Last week in this space, I wrote about Chinatown and its director Roman Polanski, a man whose notoriety for a long ago crime consistently overshadows the fact that he is a survivor of World War II Poland, where his mother perished in a concentration camp. The director of this week's subject, The Graduate, also fled from the Nazis, though it's unlikely he experienced the same horrors as Polanski as his family came to the United States earlier in Hitler's reign of terror. Even so, it's a bit of a fascinating study to see the disparate paths that Polanski and Mike Nichols took in their careers. While Polanski wrapped himself in the serious and weighty side of human frailty, Nichols has had a more genre-spanning filmography, from drama to black comedy, horror to a semi-musical.
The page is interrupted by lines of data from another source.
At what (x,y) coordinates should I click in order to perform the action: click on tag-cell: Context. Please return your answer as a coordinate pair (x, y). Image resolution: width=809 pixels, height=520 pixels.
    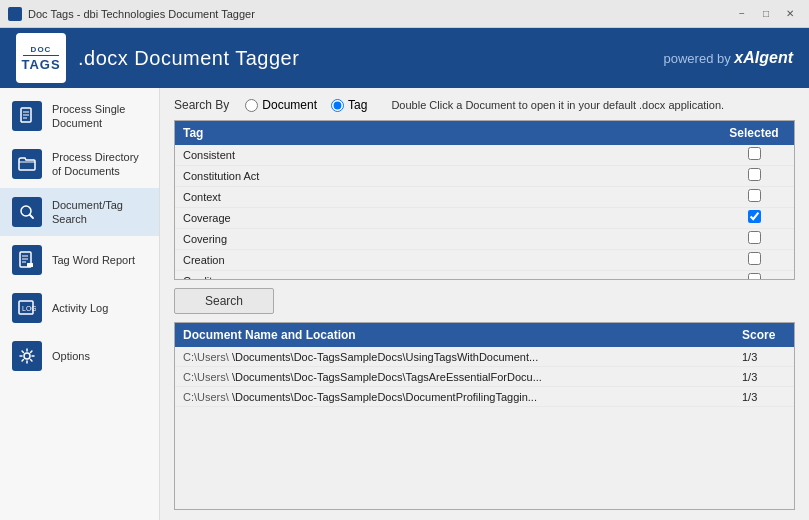
    Looking at the image, I should click on (444, 197).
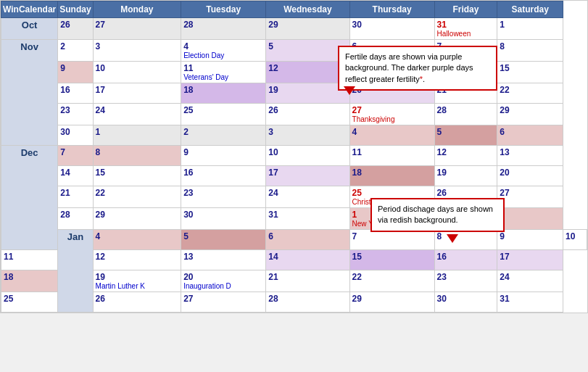  I want to click on month-nov: Nov, so click(30, 93).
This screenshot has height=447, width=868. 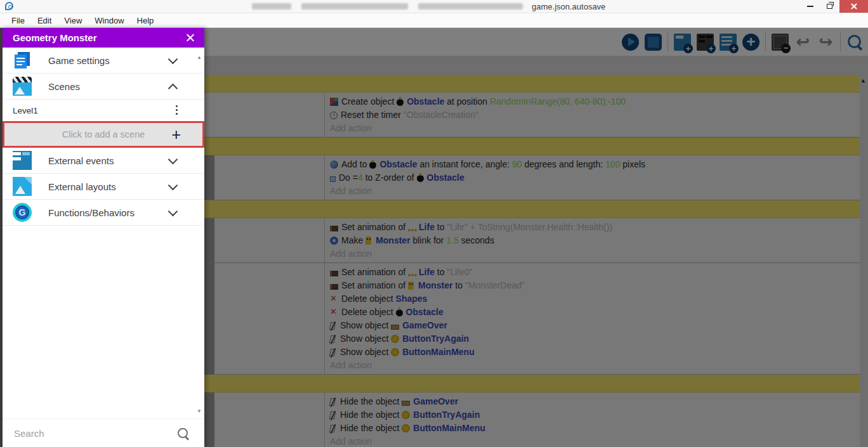 I want to click on close-drawer-icon, so click(x=190, y=38).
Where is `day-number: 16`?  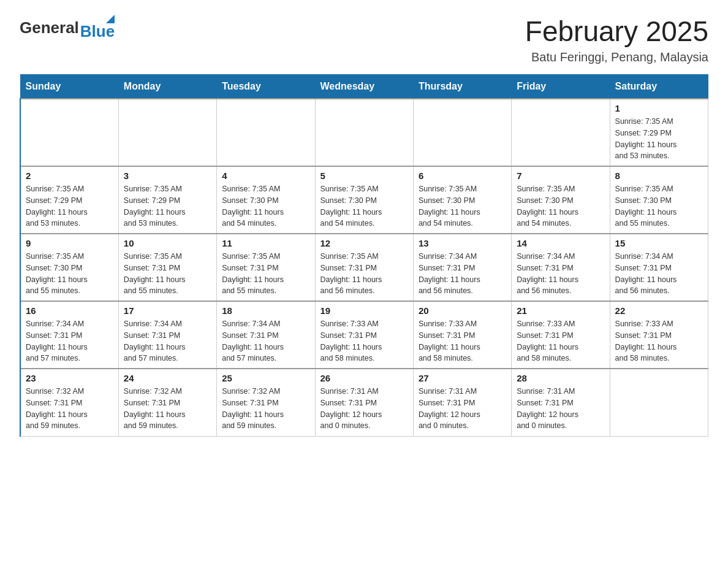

I've only recently become aware of Nichols' directorial style, though I saw his first film, Who's Afraid of Virginia Woolf, many, many years ago, and Carnal Knowledge not long after that. No, it was the director's 2004 release, Closer, that made me sit up and take notice of the man's work. Initially, I watched the first half hour of the film and turned it off, thinking it wasn't my kind of thing. But then I couldn't stop thinking about it, and watched the entire movie. I'd count it as one of the finest films of the decade. And Nichols' follow-up, Charlie Wilson's War, is an outstanding piece of cinema in its own right.